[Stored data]
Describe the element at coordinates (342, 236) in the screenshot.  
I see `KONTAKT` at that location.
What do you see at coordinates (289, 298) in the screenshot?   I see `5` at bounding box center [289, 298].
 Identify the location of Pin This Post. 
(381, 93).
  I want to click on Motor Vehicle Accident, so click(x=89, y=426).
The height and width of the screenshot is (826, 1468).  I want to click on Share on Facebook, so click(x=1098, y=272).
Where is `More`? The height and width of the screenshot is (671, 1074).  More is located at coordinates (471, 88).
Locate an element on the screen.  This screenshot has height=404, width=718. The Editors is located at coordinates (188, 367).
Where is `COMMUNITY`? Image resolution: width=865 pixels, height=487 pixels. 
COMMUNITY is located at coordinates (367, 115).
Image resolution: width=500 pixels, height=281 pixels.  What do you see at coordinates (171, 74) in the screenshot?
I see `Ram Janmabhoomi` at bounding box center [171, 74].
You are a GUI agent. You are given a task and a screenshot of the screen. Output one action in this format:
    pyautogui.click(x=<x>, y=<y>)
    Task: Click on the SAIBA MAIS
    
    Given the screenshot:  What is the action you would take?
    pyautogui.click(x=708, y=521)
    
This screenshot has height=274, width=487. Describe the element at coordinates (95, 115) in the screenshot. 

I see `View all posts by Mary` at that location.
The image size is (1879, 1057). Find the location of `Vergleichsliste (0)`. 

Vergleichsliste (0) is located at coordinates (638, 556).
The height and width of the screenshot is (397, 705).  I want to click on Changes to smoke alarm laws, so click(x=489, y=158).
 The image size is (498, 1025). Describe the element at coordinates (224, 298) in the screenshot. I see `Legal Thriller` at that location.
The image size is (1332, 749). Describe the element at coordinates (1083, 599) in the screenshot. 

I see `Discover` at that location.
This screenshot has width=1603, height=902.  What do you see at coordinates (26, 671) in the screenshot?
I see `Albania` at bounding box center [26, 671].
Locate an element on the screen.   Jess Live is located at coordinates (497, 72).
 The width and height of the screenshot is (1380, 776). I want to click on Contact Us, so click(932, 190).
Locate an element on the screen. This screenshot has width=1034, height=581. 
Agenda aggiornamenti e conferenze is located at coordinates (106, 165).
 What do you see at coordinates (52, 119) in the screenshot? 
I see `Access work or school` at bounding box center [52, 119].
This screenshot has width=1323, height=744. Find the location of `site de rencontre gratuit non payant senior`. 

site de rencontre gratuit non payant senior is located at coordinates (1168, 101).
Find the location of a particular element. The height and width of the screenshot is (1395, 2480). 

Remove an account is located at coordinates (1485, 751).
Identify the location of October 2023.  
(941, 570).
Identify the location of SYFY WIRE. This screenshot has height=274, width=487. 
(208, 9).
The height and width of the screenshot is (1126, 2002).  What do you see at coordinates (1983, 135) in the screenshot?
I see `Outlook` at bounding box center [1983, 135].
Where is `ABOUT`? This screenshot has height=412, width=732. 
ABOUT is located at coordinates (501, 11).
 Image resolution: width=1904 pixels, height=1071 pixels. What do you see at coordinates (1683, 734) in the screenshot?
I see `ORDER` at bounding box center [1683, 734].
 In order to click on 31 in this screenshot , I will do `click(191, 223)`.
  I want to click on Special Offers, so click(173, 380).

Problem to work on:
Reproduce every line of the entries above, unchanged, from the very first one down to and including the line containing "What do you see at coordinates (289, 298)".

Output below:
Describe the element at coordinates (342, 236) in the screenshot.  
I see `KONTAKT` at that location.
What do you see at coordinates (289, 298) in the screenshot?   I see `5` at bounding box center [289, 298].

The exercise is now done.